Giuliana waved her hands in frustration. “By putting the devil in hell? Don’t you know what that monk is about to do?”
“He’s going to show her the devil and then explain how to put him back in hell.”
“And what, do you suppose, is the devil he’s going to show her?”
Veronica shrugged. Giuliana leaned in, cupped a hand over her ear, and whispered something. Veronica’s eyes nearly popped out of their sockets. Blushing crimson, she turned to Giuliana and shook her head.
“No! That can’t be. It’s . . . sinful! And disgusting. His . . . is the devil? Then what is hell?” She stopped and covered her mouth. “Oh! Oh, no.”
“Oh, yes,” said Giuliana, and Franco, Lucio, and Bernie all confirmed Giuliana’s interpretation with apologetic nods.
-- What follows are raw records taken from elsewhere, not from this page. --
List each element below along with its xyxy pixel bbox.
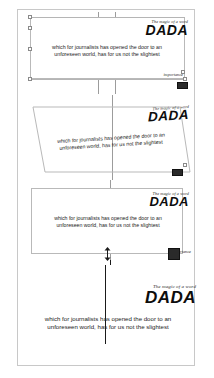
body-line-1: which for journalists has opened the doo… <box>33 215 183 222</box>
cursor-block <box>172 169 183 176</box>
headline-dada: DADA <box>145 289 196 306</box>
headline-dada: DADA <box>148 108 189 124</box>
frame-top-edge <box>30 17 185 18</box>
vertical-guide-dark[interactable] <box>105 265 106 344</box>
vertical-resize-cursor-icon <box>103 247 112 261</box>
handle-left-upper[interactable] <box>28 26 32 30</box>
trailing-word: importance <box>163 72 183 77</box>
cursor-block <box>177 82 188 89</box>
panel-4-final: The magic of a word DADA which for journ… <box>0 265 214 378</box>
panel-2-skewed: The magic of a word DADA which for journ… <box>0 95 214 180</box>
body-line-2: unforeseen world, has for us not the sli… <box>20 323 196 331</box>
panel-1-selected: The magic of a word DADA which for journ… <box>0 0 214 95</box>
body-line-2: unforeseen world, has for us not the sli… <box>33 222 183 229</box>
handle-skew-right[interactable] <box>183 163 187 167</box>
frame-bottom-edge <box>30 79 185 80</box>
handle-bottom-left[interactable] <box>28 77 32 81</box>
app-canvas: The magic of a word DADA which for journ… <box>0 0 214 378</box>
handle-bottom-right[interactable] <box>183 77 187 81</box>
cursor-block <box>168 248 180 260</box>
handle-top-left[interactable] <box>28 15 32 19</box>
body-line-2: unforeseen world, has for us not the sli… <box>32 51 182 58</box>
headline-dada: DADA <box>149 195 189 208</box>
panel-3-resizing: The magic of a word DADA which for journ… <box>0 180 214 265</box>
headline-dada: DADA <box>146 23 188 37</box>
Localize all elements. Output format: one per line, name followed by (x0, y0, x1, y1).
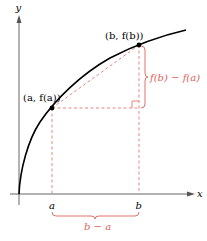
point-b (137, 43, 142, 48)
vertical-bracket-label: f(b) − f(a) (149, 72, 200, 83)
horizontal-bracket-label: b − a (84, 221, 111, 232)
function-curve (19, 30, 186, 194)
point-b-label: (b, f(b)) (105, 30, 144, 41)
right-angle-marker (132, 101, 139, 108)
x-axis-arrow-icon (187, 192, 195, 197)
vertical-brace-icon (141, 46, 148, 108)
y-axis-label: y (15, 2, 22, 13)
horizontal-brace-icon (52, 212, 139, 219)
tick-a-label: a (49, 200, 55, 211)
point-a (50, 106, 55, 111)
diagram-figure: y x (a, f(a)) (b, f(b)) f(b) − f(a) a b … (0, 0, 207, 241)
secant-line (52, 45, 139, 108)
point-a-label: (a, f(a)) (23, 92, 61, 103)
x-axis-label: x (197, 188, 203, 199)
x-axis (10, 192, 195, 197)
y-axis-arrow-icon (17, 15, 22, 23)
tick-b-label: b (136, 200, 142, 211)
Veronica grappled to comprehend man’s unrelenting urge to de-bauch, defile, and deflower—even saintly men of dubious stamina due to meager diets of figs, dates, and nuts. All attention was on Veronica and her botched interpretation of Alibech and Rustico’s tale. In fact, there was no interpretation needed at all. The story, as recounted to me later in full by Bernie, was quite clear. And explicit. Lifted again straight from the Decameron. Fra Rustico had tricked young Alibech into believing that his erect member, its head held so high in sinful pride, was indeed the devil. And, as he’d taught her—the best way to serve God was to put him back in hell, which—of course—was to be found, more or less, in the corresponding region of the girl’s anatomy. Somehow, Veronica had failed to grasp the game. Maybe, like Alibech, she was an innocent herself. Lucio, Franco, and Teresa had all told me she was not a bright girl, after all.
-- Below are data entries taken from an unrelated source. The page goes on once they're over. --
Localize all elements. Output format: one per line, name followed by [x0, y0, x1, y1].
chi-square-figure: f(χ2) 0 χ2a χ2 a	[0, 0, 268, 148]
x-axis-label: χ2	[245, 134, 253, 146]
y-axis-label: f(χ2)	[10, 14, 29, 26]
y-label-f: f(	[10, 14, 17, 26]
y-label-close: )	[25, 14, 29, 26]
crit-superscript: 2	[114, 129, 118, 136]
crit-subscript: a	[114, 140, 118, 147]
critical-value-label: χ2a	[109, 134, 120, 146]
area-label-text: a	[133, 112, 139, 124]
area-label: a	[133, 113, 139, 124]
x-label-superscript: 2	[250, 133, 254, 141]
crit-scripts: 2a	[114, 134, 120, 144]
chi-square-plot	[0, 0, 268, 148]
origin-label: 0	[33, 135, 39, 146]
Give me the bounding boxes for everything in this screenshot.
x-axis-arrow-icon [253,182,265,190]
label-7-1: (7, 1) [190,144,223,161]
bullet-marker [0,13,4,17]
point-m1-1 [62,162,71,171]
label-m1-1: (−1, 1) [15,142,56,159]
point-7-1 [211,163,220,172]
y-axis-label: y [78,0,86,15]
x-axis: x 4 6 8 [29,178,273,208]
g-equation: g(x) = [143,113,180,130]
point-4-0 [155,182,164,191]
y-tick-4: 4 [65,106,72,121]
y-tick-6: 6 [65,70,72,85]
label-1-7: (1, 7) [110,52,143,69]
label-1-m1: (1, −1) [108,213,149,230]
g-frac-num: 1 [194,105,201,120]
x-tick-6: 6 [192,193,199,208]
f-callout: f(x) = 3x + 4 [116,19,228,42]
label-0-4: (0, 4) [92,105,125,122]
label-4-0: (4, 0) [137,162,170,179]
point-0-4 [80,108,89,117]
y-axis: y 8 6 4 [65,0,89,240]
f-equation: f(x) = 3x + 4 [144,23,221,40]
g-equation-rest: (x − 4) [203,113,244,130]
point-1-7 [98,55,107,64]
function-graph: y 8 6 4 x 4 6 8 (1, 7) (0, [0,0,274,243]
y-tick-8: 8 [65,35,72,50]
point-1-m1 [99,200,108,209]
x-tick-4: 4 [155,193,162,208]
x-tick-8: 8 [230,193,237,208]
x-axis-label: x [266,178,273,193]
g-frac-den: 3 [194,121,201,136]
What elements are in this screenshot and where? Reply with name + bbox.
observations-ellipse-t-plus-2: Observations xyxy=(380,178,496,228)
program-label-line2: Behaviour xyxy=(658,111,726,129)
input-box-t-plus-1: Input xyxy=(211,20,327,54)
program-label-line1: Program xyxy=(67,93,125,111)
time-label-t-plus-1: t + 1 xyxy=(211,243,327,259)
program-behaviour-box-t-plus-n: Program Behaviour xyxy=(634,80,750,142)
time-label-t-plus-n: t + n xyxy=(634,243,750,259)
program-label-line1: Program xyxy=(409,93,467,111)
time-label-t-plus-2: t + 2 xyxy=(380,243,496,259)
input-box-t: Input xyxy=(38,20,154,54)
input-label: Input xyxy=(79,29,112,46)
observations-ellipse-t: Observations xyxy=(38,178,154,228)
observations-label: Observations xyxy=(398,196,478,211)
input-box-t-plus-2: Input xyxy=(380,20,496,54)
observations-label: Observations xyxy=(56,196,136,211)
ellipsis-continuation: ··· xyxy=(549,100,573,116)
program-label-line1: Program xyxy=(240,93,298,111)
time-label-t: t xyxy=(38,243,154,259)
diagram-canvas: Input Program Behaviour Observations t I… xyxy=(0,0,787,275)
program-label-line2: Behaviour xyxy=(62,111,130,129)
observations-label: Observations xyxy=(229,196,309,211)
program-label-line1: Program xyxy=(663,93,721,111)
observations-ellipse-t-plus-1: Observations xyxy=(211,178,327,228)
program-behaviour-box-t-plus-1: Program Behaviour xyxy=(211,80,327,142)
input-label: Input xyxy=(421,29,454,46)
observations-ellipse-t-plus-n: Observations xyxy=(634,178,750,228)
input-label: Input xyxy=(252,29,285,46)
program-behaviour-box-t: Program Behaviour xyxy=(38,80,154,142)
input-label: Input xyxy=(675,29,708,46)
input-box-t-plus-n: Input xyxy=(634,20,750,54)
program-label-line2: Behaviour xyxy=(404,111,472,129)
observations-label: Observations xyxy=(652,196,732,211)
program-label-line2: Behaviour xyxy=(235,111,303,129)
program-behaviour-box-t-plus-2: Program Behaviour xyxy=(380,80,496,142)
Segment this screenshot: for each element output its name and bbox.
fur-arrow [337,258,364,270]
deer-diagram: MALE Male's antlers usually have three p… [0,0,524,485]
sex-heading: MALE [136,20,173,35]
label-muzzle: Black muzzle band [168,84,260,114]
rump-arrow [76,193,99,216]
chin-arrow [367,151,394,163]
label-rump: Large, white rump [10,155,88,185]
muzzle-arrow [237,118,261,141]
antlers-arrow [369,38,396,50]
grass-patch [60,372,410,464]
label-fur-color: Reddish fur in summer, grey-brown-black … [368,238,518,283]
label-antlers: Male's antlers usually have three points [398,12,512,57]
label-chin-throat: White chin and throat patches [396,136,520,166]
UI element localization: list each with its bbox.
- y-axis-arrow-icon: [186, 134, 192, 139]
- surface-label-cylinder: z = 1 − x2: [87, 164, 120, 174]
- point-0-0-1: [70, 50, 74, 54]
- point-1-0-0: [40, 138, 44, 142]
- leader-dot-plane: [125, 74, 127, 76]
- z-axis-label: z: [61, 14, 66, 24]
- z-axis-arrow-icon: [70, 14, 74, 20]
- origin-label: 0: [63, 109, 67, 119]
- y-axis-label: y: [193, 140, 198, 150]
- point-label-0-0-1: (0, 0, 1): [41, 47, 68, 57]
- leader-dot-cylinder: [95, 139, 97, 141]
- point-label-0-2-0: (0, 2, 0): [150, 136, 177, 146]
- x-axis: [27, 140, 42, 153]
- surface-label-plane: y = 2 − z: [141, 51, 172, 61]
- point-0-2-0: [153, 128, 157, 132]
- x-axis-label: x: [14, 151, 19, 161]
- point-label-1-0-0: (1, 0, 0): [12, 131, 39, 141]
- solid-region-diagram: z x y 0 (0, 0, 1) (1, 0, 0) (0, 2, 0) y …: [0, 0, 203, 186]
Later, after Veronica had excused herself and slunk off to bed, we marveled that she could have failed to understand what the monk was up to. None of us could say for sure why, but the unfinished story broke the tedium of the day and reignited the warm jollity that had characterized the group of friends before we’d all been trapped in the villa. Even Tato laughed and embraced his old pal, Lucio—the one who’d stolen his girl and knocked him down with his car just three days earlier. All thoughts of betrayal were water under the bridge.